After a run, the priority column is filled:

subjectpriority
Cannot log in at allhigh
Question about invoicesnormal
Typo on dashboardlow

The team can now sort the queue by priority and work the high ones first.

Trigger it

Tickets arrive all day, so run the triage on a frequent schedule:

  1. In the Apps Script editor, open Triggers (the clock icon).
  2. Click Add Trigger.
  3. Choose scoreOpenTickets, a Time-driven source, and a Minutes timer — every 15 or 30 minutes keeps the queue close to live.

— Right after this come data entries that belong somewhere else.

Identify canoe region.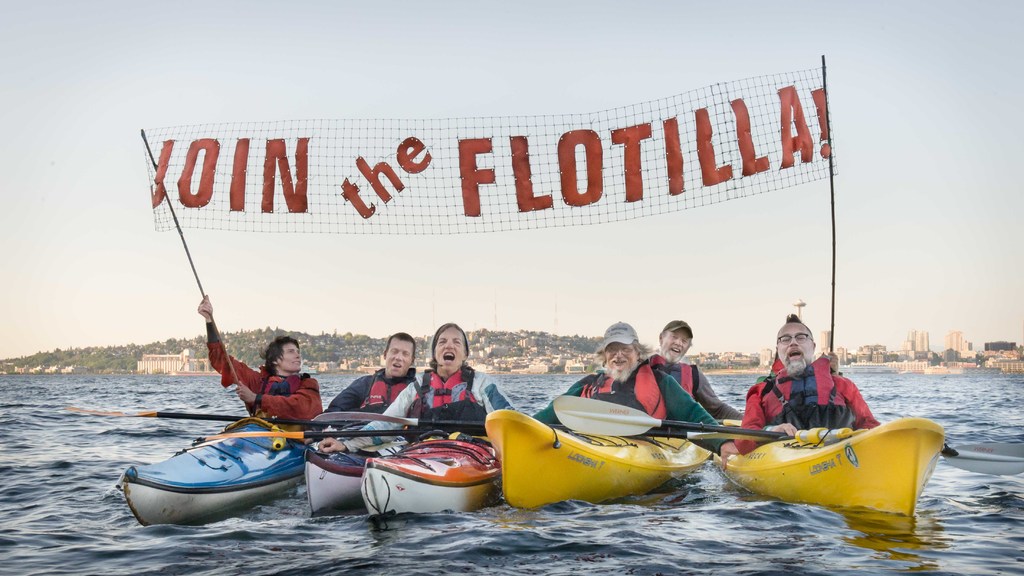
Region: left=302, top=443, right=380, bottom=513.
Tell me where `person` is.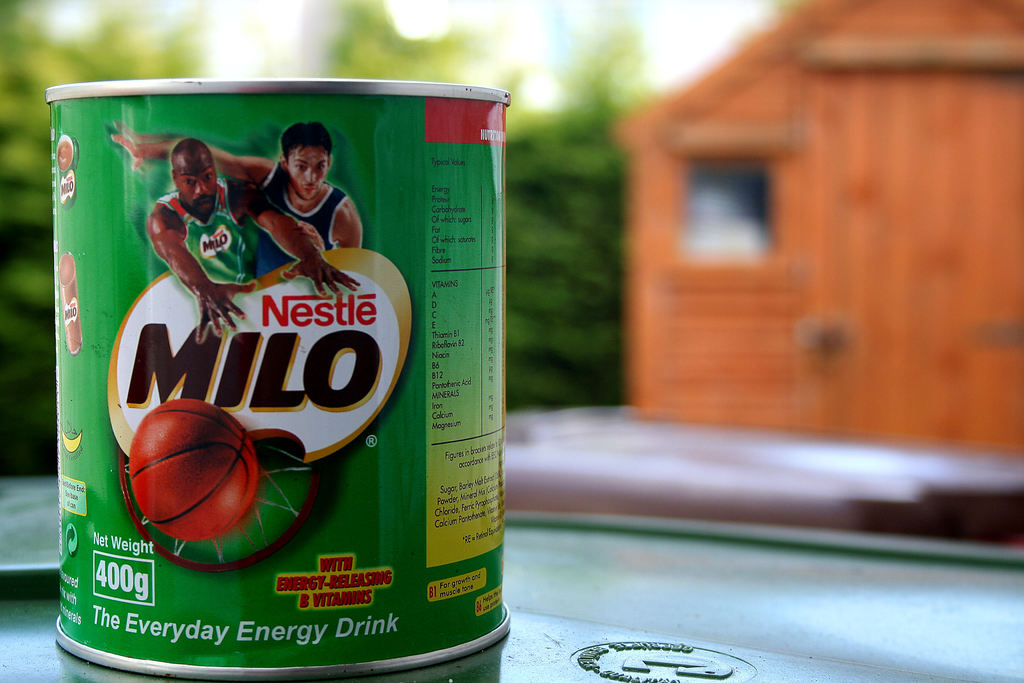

Because the script only scores rows with a blank priority, each run spends API calls on new tickets only.

Watch out for

  • The label is a prediction, not a rule. Claude reads tone and content, but it cannot know that one customer is a key account. Let the team override the label by hand when they know better.
  • Re-scoring needs a blank cell. Once a ticket has a priority it is skipped forever — clear the cell if a ticket’s situation changes and you want a fresh score.
  • setValues rewrites the whole grid. If someone edits the sheet while the script runs, their change can be overwritten. Run it on a schedule rather than while people are working in the sheet, or read and write a narrower range.
  • Constrain the output. The prompt asks for only high, normal or low, and toLowerCase normalises the case — but if Claude ever adds a stray word, validate the label against the allowed set before trusting it.
  • One ticket per call. For a large backlog this is slow and can approach the script runtime limit — batch several tickets into one prompt and ask for a JSON array of labels.